Current Healthcare IT Trends in Asia - Cover

Current Healthcare IT Trends in Asia

We recently had the privilege of attending the HIMSS AsiaPac19 conference in Thailand. While there, we met with several health systems and traveled to South Korea as well. As we visit with providers around the world, we see that they are encountering problems similar to those we see in healthcare in the US, Europe, and even the Middle East.

Trends in Southeast Asia 

At the conference, we were able to meet with people from countries in Southeast Asia, including Malaysia, Indonesia, and Thailand. Southeast Asia is perhaps years behind where the US is considering how many health systems still use homegrown solutions. The US moved away from homegrown solutions about 10 years ago because so many health systems could not keep up with maintenance.

A lot of providers in Southeast Asia leverage homegrown solutions until they feel like they can make a jump to a cheaper (and probably cloud-based) option. The desire to get away from developing homegrown solutions has not yet hit the Southeast Asia market quite as much as other markets. That is partly because development talent is not as expensive in that area. So from a resource standpoint, homegrown solutions are not as expensive.

That being said, providers in Southeast Asia are moving in a different direction. Some health systems are coming to the realization that they cannot do it all, and they don’t want to customize as much. They want to move to new solutions, but they are waiting until they find solutions that make financial sense for them. One hospital we talked to in the Philippines took a long time to decide on a solution because switching was too costly, and they did not have the money. They did finally pull the trigger, but we think their vendor gave them a great deal.

The potential for change in this region is enormous. Drastic change might not happen this next year, but the area is only going to continue adopting new technology. The area will likely leapfrog the client-server model and move to relatively inexpensive cloud-hosted solutions.

Trends in South Korea

The larger South Korean hospitals are more sophisticated and largely digital, but they want to take things to the smart-hospital level. They want to leverage robotics, AI, and voice recognition. There are some barriers to the latter: Korean voice recognition faces challenges because current tools recognize around only 20% of Korean words as opposed to 90% of English words.

These hospitals also wanted more mobile applications—a trend that is pretty global. We hear about mobile functionality a lot, and providers all over the world are talking about it. They want it, but nobody has really delivered it yet or even figured it out. And there are some regulatory limitations that are preventing progress.

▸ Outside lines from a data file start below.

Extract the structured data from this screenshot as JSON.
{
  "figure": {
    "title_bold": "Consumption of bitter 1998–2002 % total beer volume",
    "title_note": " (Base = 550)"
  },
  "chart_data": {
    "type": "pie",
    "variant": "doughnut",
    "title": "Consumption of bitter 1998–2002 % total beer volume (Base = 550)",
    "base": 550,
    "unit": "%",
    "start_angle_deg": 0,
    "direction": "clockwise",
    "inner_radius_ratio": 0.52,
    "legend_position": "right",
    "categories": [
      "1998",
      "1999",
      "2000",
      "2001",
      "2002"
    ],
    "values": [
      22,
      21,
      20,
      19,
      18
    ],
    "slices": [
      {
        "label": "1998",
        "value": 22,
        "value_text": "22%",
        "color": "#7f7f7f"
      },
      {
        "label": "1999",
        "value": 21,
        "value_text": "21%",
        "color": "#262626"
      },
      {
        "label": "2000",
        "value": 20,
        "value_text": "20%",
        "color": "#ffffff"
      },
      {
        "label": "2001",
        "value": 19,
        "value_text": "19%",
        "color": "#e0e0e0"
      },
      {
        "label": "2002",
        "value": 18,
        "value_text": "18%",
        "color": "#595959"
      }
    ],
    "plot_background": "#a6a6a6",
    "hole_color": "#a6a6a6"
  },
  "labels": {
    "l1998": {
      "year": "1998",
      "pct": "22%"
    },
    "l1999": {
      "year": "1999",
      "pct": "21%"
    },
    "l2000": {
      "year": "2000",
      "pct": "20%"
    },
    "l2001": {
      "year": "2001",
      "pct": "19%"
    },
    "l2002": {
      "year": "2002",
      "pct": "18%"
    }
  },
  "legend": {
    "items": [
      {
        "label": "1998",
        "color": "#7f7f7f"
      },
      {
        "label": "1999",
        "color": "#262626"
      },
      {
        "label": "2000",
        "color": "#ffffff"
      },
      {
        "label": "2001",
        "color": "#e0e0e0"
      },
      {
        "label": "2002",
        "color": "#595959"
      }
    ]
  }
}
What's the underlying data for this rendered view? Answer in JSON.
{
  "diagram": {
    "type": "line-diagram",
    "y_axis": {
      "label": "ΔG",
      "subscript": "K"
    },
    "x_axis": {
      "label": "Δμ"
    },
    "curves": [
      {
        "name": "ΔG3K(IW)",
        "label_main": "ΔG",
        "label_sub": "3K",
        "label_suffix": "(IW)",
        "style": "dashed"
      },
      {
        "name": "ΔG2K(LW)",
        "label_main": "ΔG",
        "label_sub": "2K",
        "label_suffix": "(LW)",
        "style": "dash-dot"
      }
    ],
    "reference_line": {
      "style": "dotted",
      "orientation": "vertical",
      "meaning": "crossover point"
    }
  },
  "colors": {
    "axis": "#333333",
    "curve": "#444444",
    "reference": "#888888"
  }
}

One Korean hospital we visited had a command center in which they could monitor all the patients in the hospital, which was pretty cool and innovative. They also had a lot of kiosks to improve the patient experience during check-in and to give the patients all the details they would need right off the bat. The desire to improve patient engagement is a global desire.

The Global Arch Collaborative

Many providers in China, Korea, and Southeast Asia were keen to know how to implement and optimize their own digital health solutions and were very interested in the Arch Collaborative findings we shared. Southeast Asia and South Korea may be very different in terms of their technological progress, but that just shows that it does not really matter where health systems are in their digital journeys. The findings within the Arch Collaborative can apply to almost any system, which is incredible.